Yeah, as people have pointed out I'd suggest a slight attitude and accuracy adjustment.
One, you aren't choosing anything in Army officer recruitment, you are competing while at RMAS for limited places in your preferred arm.
Two, there is absolutely nothing wrong with planning to spend 4-5 years in before leaving, it is what the majority of people do. It is, however, not smart to say so openly, for the reasons
@CRmeansCeilingReached said, as well as just plain people skills. "I'm only here until I go do something proper" is occasionally something you hear from Sandhurst cadets or prospective officers. It's not the strongest pitch, is it?
Three, despite what everyone will tell you on here, you can get quite involved in the actual intelligence work. However, bear in mind that your primary responsibilities and job will be other things, and so you will have to balance the two. If you can work hard and fast, and are capable at the intelligence bit (any decent officer should be, it's not magic), then within your own unit of course you can do it. But your first responsibility will be everything else.
Four, like Sandhurst, you submit a preference for what job / unit / battalion you want to join, and then they post you where they want you to go. There may be some coordination between those two things. Often there is not. Mostly what happens is that you say: I would like A. They then say: we only have B available, so put that down as your preference. There is then about a 50% chance that you get B and a 50% chance that you get C. For officers, I'd suggest that at maximum one out of four posts you get is what you actually wanted at the start of the process. That's a lot lower if you want a specific and gucci post (which are obviously the ones that the most people want). Mostly it is a matter of working out what the least unsatisfactory options are from a limited list which doesn't include exactly what you want to do, and hoping you get one of those. That is the system throughout the Army, however.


#### [TASK]
In the copy, every record below must appear exactly as given, and no picture may appear.

#### [DATA FOR REVIEW]
>>>>

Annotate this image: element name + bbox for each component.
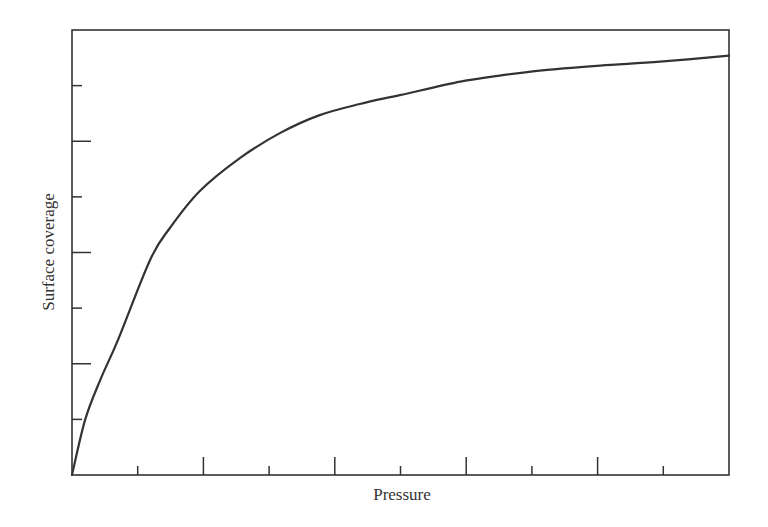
y-axis-ticks [72,86,91,420]
y-axis-label: Surface coverage [39,193,58,311]
adsorption-curve [72,56,729,475]
plot-frame [72,30,729,475]
chart: Pressure Surface coverage [0,0,768,527]
x-axis-label: Pressure [373,485,431,504]
x-axis-ticks [138,457,664,475]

<<<<

#### [EXERCISE SOLUTION]
Annotate this image: element name + bbox for each component.
y-axis-ticks [72,86,91,420]
y-axis-label: Surface coverage [39,193,58,311]
adsorption-curve [72,56,729,475]
plot-frame [72,30,729,475]
chart: Pressure Surface coverage [0,0,768,527]
x-axis-label: Pressure [373,485,431,504]
x-axis-ticks [138,457,664,475]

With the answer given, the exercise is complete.